One Brief Hour of Madness and Joy
Shakespeare & Company is the iconic bookstore on the Left Bank in Paris. We checked it out while in the city for my fiftieth birthday in 2003. There was a great little place just out of sight of the camera where afterwards we sat al fresco and ate escargot and drank a carafe of wine.
Its predecessor, the first iteration, was founded by Sylvia Beach, who was the only one willing to publish James Joyce’s Ulysses, banned in the US for its language. Hemingway was a frequent guest there, as were many of the literary lights of the age. You could feel the history when you walked in.
My wife took a photo of me in front of the bookstore and one in front of the grave of Marcel Proust in Pere Lachaise Cemetery. Yet another before the stone of Jim Morrison, whom I guess we’d call some kind of an American writer.
Hemingway called Paris a moveable feast and “the town best organized for a writer to write in that there is.” I have to take his word for it, because I didn’t have the balls then to have come out as a writer.
My first journey to the City of Lights had been in the winter of 1992. Freshly divorced and single, I had been planning a solo getaway to France and my friend, whose own trip to Israel hadn’t worked out, decided he’d come with me.
I still had a ponytail and a beard from climbing in Alaska. I had a motorcycle and smoked a lot of weed and cigars. I was a serious midlife cliché divorced man, adrift and wondering how I had managed to screw up my marriage and my kids’ lives.
We found beers for nine francs at the Louvre and never made it to the Mona Lisa. We noticed how Parisian women would lock our gaze and seemed flamboyant in their clothes and with their sexuality. We sat in the tabacs and bars some days, just drinking and watching. We’d start in the morning with coffee, then switch to various kinds of booze in the afternoon.
I don’t know if any of them knew we were American. A lot of Parisians seemed to. I had a beer with a friend of a stateside acquaintance who told me “You just look American. Not sure if it’s the walk or what.” It made me think of the scene in Chariots of Fire when the American athletes showed up for the Olympics and how the energy seemed to change.
We had big, open, bold spirits, proud of who we were. It was kick ass to be an American in Paris during two wanderings there, years ago.
I don’t know how I’d feel now.
The New York Times recently reported that “amid the pandemic and in the run-up to the presidential election, much of the world is watching the United States with a mix of shock, chagrin and, most of all, bafflement.” Our reputation, it was noted, seems to be in a free-fall.
Our American spirits are taking a beating, there’s no doubt. I’m certainly down a pint. This is no time to quit, however, brothers and sisters. There is food to nourish our American souls, grown from our American soil.
Whitman’s Leaves of Grass calls us —
To ascend, to leap to the heavens of the love indicated to me!
To rise thither with my inebriate soul!
To be lost if it must be so!
To feed the remainder of life with one hour of fullness and freedom!
With one brief hour of madness and joy.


● Work required
Each line of the data should be duplicated precisely.
---------- The data
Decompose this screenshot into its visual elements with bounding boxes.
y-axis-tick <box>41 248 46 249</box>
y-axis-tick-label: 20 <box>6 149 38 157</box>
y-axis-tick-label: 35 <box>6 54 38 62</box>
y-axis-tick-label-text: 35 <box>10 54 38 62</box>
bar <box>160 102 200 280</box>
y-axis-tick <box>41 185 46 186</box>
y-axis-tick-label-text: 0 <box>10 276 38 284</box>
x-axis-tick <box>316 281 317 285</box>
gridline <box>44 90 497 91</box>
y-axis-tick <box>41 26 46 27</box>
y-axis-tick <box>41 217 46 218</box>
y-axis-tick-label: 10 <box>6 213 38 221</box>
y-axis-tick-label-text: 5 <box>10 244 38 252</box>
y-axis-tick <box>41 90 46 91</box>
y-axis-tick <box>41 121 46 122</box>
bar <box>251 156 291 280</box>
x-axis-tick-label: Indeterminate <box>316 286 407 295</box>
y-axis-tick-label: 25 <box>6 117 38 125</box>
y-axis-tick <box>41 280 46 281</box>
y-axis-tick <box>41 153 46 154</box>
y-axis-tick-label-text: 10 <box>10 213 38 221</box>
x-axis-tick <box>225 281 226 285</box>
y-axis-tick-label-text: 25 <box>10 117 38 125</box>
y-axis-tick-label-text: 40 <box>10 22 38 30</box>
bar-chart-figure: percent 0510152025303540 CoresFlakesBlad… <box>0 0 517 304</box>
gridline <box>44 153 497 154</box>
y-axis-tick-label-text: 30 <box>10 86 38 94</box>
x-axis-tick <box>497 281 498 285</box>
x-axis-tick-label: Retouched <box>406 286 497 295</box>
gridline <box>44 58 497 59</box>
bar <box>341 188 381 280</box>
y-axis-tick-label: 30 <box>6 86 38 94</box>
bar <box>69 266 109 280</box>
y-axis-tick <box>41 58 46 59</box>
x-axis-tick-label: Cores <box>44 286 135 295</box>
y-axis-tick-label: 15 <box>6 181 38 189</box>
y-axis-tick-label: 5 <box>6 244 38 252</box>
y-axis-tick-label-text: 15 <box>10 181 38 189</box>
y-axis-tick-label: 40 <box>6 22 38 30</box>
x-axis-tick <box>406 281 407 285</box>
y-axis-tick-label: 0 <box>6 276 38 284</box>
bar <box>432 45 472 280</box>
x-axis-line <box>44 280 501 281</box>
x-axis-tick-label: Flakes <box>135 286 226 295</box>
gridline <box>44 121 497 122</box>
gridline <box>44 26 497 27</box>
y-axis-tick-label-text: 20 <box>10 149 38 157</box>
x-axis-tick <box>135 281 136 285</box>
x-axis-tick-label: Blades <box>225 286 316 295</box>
--------------------
● Answer box
Decompose this screenshot into its visual elements with bounding boxes.
y-axis-tick <box>41 248 46 249</box>
y-axis-tick-label: 20 <box>6 149 38 157</box>
y-axis-tick-label: 35 <box>6 54 38 62</box>
y-axis-tick-label-text: 35 <box>10 54 38 62</box>
bar <box>160 102 200 280</box>
y-axis-tick <box>41 185 46 186</box>
y-axis-tick-label-text: 0 <box>10 276 38 284</box>
x-axis-tick <box>316 281 317 285</box>
gridline <box>44 90 497 91</box>
y-axis-tick <box>41 26 46 27</box>
y-axis-tick <box>41 217 46 218</box>
y-axis-tick-label: 10 <box>6 213 38 221</box>
y-axis-tick-label-text: 5 <box>10 244 38 252</box>
y-axis-tick <box>41 90 46 91</box>
y-axis-tick <box>41 121 46 122</box>
bar <box>251 156 291 280</box>
x-axis-tick-label: Indeterminate <box>316 286 407 295</box>
y-axis-tick-label: 25 <box>6 117 38 125</box>
y-axis-tick <box>41 280 46 281</box>
y-axis-tick <box>41 153 46 154</box>
y-axis-tick-label-text: 10 <box>10 213 38 221</box>
x-axis-tick <box>225 281 226 285</box>
y-axis-tick-label-text: 25 <box>10 117 38 125</box>
y-axis-tick-label-text: 40 <box>10 22 38 30</box>
bar-chart-figure: percent 0510152025303540 CoresFlakesBlad… <box>0 0 517 304</box>
gridline <box>44 153 497 154</box>
y-axis-tick-label-text: 30 <box>10 86 38 94</box>
x-axis-tick <box>497 281 498 285</box>
x-axis-tick-label: Retouched <box>406 286 497 295</box>
gridline <box>44 58 497 59</box>
bar <box>341 188 381 280</box>
y-axis-tick-label: 30 <box>6 86 38 94</box>
bar <box>69 266 109 280</box>
y-axis-tick <box>41 58 46 59</box>
x-axis-tick-label: Cores <box>44 286 135 295</box>
y-axis-tick-label: 15 <box>6 181 38 189</box>
y-axis-tick-label: 5 <box>6 244 38 252</box>
y-axis-tick-label-text: 15 <box>10 181 38 189</box>
y-axis-tick-label: 40 <box>6 22 38 30</box>
x-axis-tick <box>406 281 407 285</box>
y-axis-tick-label: 0 <box>6 276 38 284</box>
bar <box>432 45 472 280</box>
x-axis-line <box>44 280 501 281</box>
x-axis-tick-label: Flakes <box>135 286 226 295</box>
gridline <box>44 121 497 122</box>
gridline <box>44 26 497 27</box>
y-axis-tick-label-text: 20 <box>10 149 38 157</box>
x-axis-tick <box>135 281 136 285</box>
x-axis-tick-label: Blades <box>225 286 316 295</box>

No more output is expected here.